I think the thing about me now that would surprise the teenage me most would be raising daughters as cool and non-fucked up as I have. My family was pretty dysfunctional and quite screwy, and so I just presumed that everybody had to grow up with a certain amount of screwed up-ness. But I seem to have – touch wood – raised girls who are just very happy, very confident, they can ask for what they want, they’re not scared of anything. They know who they are, they can talk about anything they want. That would be a genuine surprise to me.
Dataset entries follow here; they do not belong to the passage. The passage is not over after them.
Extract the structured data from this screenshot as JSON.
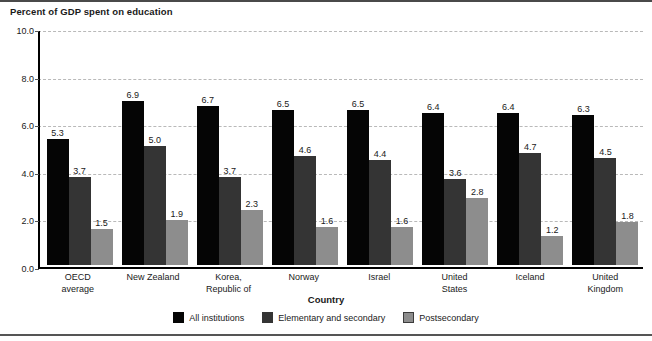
{
  "chart_data": {
    "type": "bar",
    "title": "Percent of GDP spent on education",
    "xlabel": "Country",
    "ylabel": "",
    "ylim": [
      0,
      10
    ],
    "yticks": [
      "0.0",
      "2.0",
      "4.0",
      "6.0",
      "8.0",
      "10.0"
    ],
    "ytick_values": [
      0,
      2,
      4,
      6,
      8,
      10
    ],
    "grid": true,
    "legend_position": "bottom",
    "categories": [
      "OECD average",
      "New Zealand",
      "Korea, Republic of",
      "Norway",
      "Israel",
      "United States",
      "Iceland",
      "United Kingdom"
    ],
    "category_lines": [
      [
        "OECD",
        "average"
      ],
      [
        "New Zealand"
      ],
      [
        "Korea,",
        "Republic of"
      ],
      [
        "Norway"
      ],
      [
        "Israel"
      ],
      [
        "United",
        "States"
      ],
      [
        "Iceland"
      ],
      [
        "United",
        "Kingdom"
      ]
    ],
    "series": [
      {
        "name": "All institutions",
        "color": "#050505",
        "values": [
          5.3,
          6.9,
          6.7,
          6.5,
          6.5,
          6.4,
          6.4,
          6.3
        ],
        "labels": [
          "5.3",
          "6.9",
          "6.7",
          "6.5",
          "6.5",
          "6.4",
          "6.4",
          "6.3"
        ]
      },
      {
        "name": "Elementary and secondary",
        "color": "#343434",
        "values": [
          3.7,
          5.0,
          3.7,
          4.6,
          4.4,
          3.6,
          4.7,
          4.5
        ],
        "labels": [
          "3.7",
          "5.0",
          "3.7",
          "4.6",
          "4.4",
          "3.6",
          "4.7",
          "4.5"
        ]
      },
      {
        "name": "Postsecondary",
        "color": "#8d8d8d",
        "values": [
          1.5,
          1.9,
          2.3,
          1.6,
          1.6,
          2.8,
          1.2,
          1.8
        ],
        "labels": [
          "1.5",
          "1.9",
          "2.3",
          "1.6",
          "1.6",
          "2.8",
          "1.2",
          "1.8"
        ]
      }
    ]
  }
}
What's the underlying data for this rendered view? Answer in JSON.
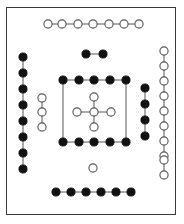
{
  "figure": {
    "width": 184,
    "height": 224,
    "background_color": "#ffffff",
    "frame": {
      "name": "outer-border",
      "x": 6,
      "y": 7,
      "width": 170,
      "height": 208,
      "stroke_color": "#3a3a3a",
      "stroke_width": 1
    },
    "node_styles": {
      "filled": {
        "fill_color": "#111111",
        "stroke_color": "#111111",
        "radius": 4.1
      },
      "open": {
        "fill_color": "#ffffff",
        "stroke_color": "#555555",
        "radius": 4.1
      }
    },
    "edge_style": {
      "stroke_color": "#666666",
      "stroke_width": 1.1
    }
  },
  "chart_data": {
    "type": "scatter",
    "xlabel": "",
    "ylabel": "",
    "xlim": [
      0,
      184
    ],
    "ylim": [
      224,
      0
    ],
    "grid": false,
    "legend": null,
    "groups": [
      {
        "name": "top-open-chain",
        "label": "Top horizontal open chain",
        "marker": "open",
        "orientation": "horizontal",
        "count": 7,
        "points": [
          {
            "x": 48,
            "y": 24
          },
          {
            "x": 62,
            "y": 24
          },
          {
            "x": 78,
            "y": 24
          },
          {
            "x": 93,
            "y": 24
          },
          {
            "x": 109,
            "y": 24
          },
          {
            "x": 124,
            "y": 24
          },
          {
            "x": 139,
            "y": 24
          }
        ],
        "edges": [
          [
            0,
            1
          ],
          [
            1,
            2
          ],
          [
            2,
            3
          ],
          [
            3,
            4
          ],
          [
            4,
            5
          ],
          [
            5,
            6
          ]
        ]
      },
      {
        "name": "upper-filled-pair",
        "label": "Upper filled pair",
        "marker": "filled",
        "orientation": "horizontal",
        "count": 2,
        "points": [
          {
            "x": 86,
            "y": 54
          },
          {
            "x": 103,
            "y": 54
          }
        ],
        "edges": [
          [
            0,
            1
          ]
        ]
      },
      {
        "name": "left-filled-column",
        "label": "Left vertical filled chain",
        "marker": "filled",
        "orientation": "vertical",
        "count": 8,
        "points": [
          {
            "x": 23,
            "y": 57
          },
          {
            "x": 23,
            "y": 73
          },
          {
            "x": 23,
            "y": 89
          },
          {
            "x": 23,
            "y": 105
          },
          {
            "x": 23,
            "y": 121
          },
          {
            "x": 23,
            "y": 137
          },
          {
            "x": 23,
            "y": 153
          },
          {
            "x": 23,
            "y": 169
          }
        ],
        "edges": [
          [
            0,
            1
          ],
          [
            1,
            2
          ],
          [
            2,
            3
          ],
          [
            3,
            4
          ],
          [
            4,
            5
          ],
          [
            5,
            6
          ],
          [
            6,
            7
          ]
        ]
      },
      {
        "name": "left-inner-open-column",
        "label": "Left inner vertical open chain",
        "marker": "open",
        "orientation": "vertical",
        "count": 3,
        "points": [
          {
            "x": 42,
            "y": 98
          },
          {
            "x": 42,
            "y": 112
          },
          {
            "x": 42,
            "y": 127
          }
        ],
        "edges": [
          [
            0,
            1
          ],
          [
            1,
            2
          ]
        ]
      },
      {
        "name": "center-box-top-row",
        "label": "Center box top filled row",
        "marker": "filled",
        "orientation": "horizontal",
        "count": 5,
        "points": [
          {
            "x": 63,
            "y": 80
          },
          {
            "x": 79,
            "y": 80
          },
          {
            "x": 94,
            "y": 80
          },
          {
            "x": 110,
            "y": 80
          },
          {
            "x": 126,
            "y": 80
          }
        ],
        "edges": [
          [
            0,
            1
          ],
          [
            1,
            2
          ],
          [
            2,
            3
          ],
          [
            3,
            4
          ]
        ]
      },
      {
        "name": "center-box-bottom-row",
        "label": "Center box bottom filled row",
        "marker": "filled",
        "orientation": "horizontal",
        "count": 5,
        "points": [
          {
            "x": 63,
            "y": 142
          },
          {
            "x": 79,
            "y": 142
          },
          {
            "x": 94,
            "y": 142
          },
          {
            "x": 110,
            "y": 142
          },
          {
            "x": 126,
            "y": 142
          }
        ],
        "edges": [
          [
            0,
            1
          ],
          [
            1,
            2
          ],
          [
            2,
            3
          ],
          [
            3,
            4
          ]
        ]
      },
      {
        "name": "center-box-sides",
        "label": "Center box vertical side edges",
        "marker": "none",
        "orientation": "vertical",
        "count": 0,
        "points": [],
        "edges": [],
        "connector_segments": [
          {
            "x1": 63,
            "y1": 80,
            "x2": 63,
            "y2": 142
          },
          {
            "x1": 126,
            "y1": 80,
            "x2": 126,
            "y2": 142
          }
        ]
      },
      {
        "name": "center-open-cross",
        "label": "Center open cross cluster",
        "marker": "open",
        "orientation": "cross",
        "count": 5,
        "points": [
          {
            "x": 94,
            "y": 97,
            "role": "north"
          },
          {
            "x": 77,
            "y": 112,
            "role": "west"
          },
          {
            "x": 94,
            "y": 112,
            "role": "center"
          },
          {
            "x": 111,
            "y": 112,
            "role": "east"
          },
          {
            "x": 94,
            "y": 127,
            "role": "south"
          }
        ],
        "edges": [
          [
            2,
            0
          ],
          [
            2,
            1
          ],
          [
            2,
            3
          ],
          [
            2,
            4
          ]
        ]
      },
      {
        "name": "right-inner-filled-column",
        "label": "Right inner vertical filled chain",
        "marker": "filled",
        "orientation": "vertical",
        "count": 4,
        "points": [
          {
            "x": 145,
            "y": 88
          },
          {
            "x": 145,
            "y": 104
          },
          {
            "x": 145,
            "y": 120
          },
          {
            "x": 145,
            "y": 136
          }
        ],
        "edges": [
          [
            0,
            1
          ],
          [
            1,
            2
          ],
          [
            2,
            3
          ]
        ]
      },
      {
        "name": "right-open-column",
        "label": "Right vertical open chain",
        "marker": "open",
        "orientation": "vertical",
        "count": 10,
        "points": [
          {
            "x": 164,
            "y": 51
          },
          {
            "x": 164,
            "y": 66
          },
          {
            "x": 164,
            "y": 81
          },
          {
            "x": 164,
            "y": 96
          },
          {
            "x": 164,
            "y": 111
          },
          {
            "x": 164,
            "y": 126
          },
          {
            "x": 164,
            "y": 141
          },
          {
            "x": 164,
            "y": 156
          },
          {
            "x": 164,
            "y": 160
          },
          {
            "x": 164,
            "y": 175
          }
        ],
        "edges": [
          [
            0,
            1
          ],
          [
            1,
            2
          ],
          [
            2,
            3
          ],
          [
            3,
            4
          ],
          [
            4,
            5
          ],
          [
            5,
            6
          ],
          [
            6,
            7
          ],
          [
            7,
            8
          ],
          [
            8,
            9
          ]
        ]
      },
      {
        "name": "lower-single-open-node",
        "label": "Lower isolated open node",
        "marker": "open",
        "orientation": "single",
        "count": 1,
        "points": [
          {
            "x": 93,
            "y": 168
          }
        ],
        "edges": []
      },
      {
        "name": "bottom-filled-chain",
        "label": "Bottom horizontal filled chain",
        "marker": "filled",
        "orientation": "horizontal",
        "count": 6,
        "points": [
          {
            "x": 56,
            "y": 192
          },
          {
            "x": 71,
            "y": 192
          },
          {
            "x": 86,
            "y": 192
          },
          {
            "x": 101,
            "y": 192
          },
          {
            "x": 116,
            "y": 192
          },
          {
            "x": 131,
            "y": 192
          }
        ],
        "edges": [
          [
            0,
            1
          ],
          [
            1,
            2
          ],
          [
            2,
            3
          ],
          [
            3,
            4
          ],
          [
            4,
            5
          ]
        ]
      }
    ]
  }
}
If I could go back to one time in my life it would.. be two times. One would be Glastonbury 2010, which I spent with the best bunch of mates, blissfully happy the entire time. The other thing would be, I’d go back and have my second birth again. I would happily give birth again 1,000 times. If anybody I love ever wants a surrogate, I would happily get pregnant and give birth for them. There’s something quite amazing about pulling that off, and you feel pretty high afterwards. And then you look at this little thing and you think wow, who are you? Before you have kids you think you’ll have a little version of you or your husband and each time you have a baby you’re like, oh my god, you’re you. I don’t know you. What are you going to do?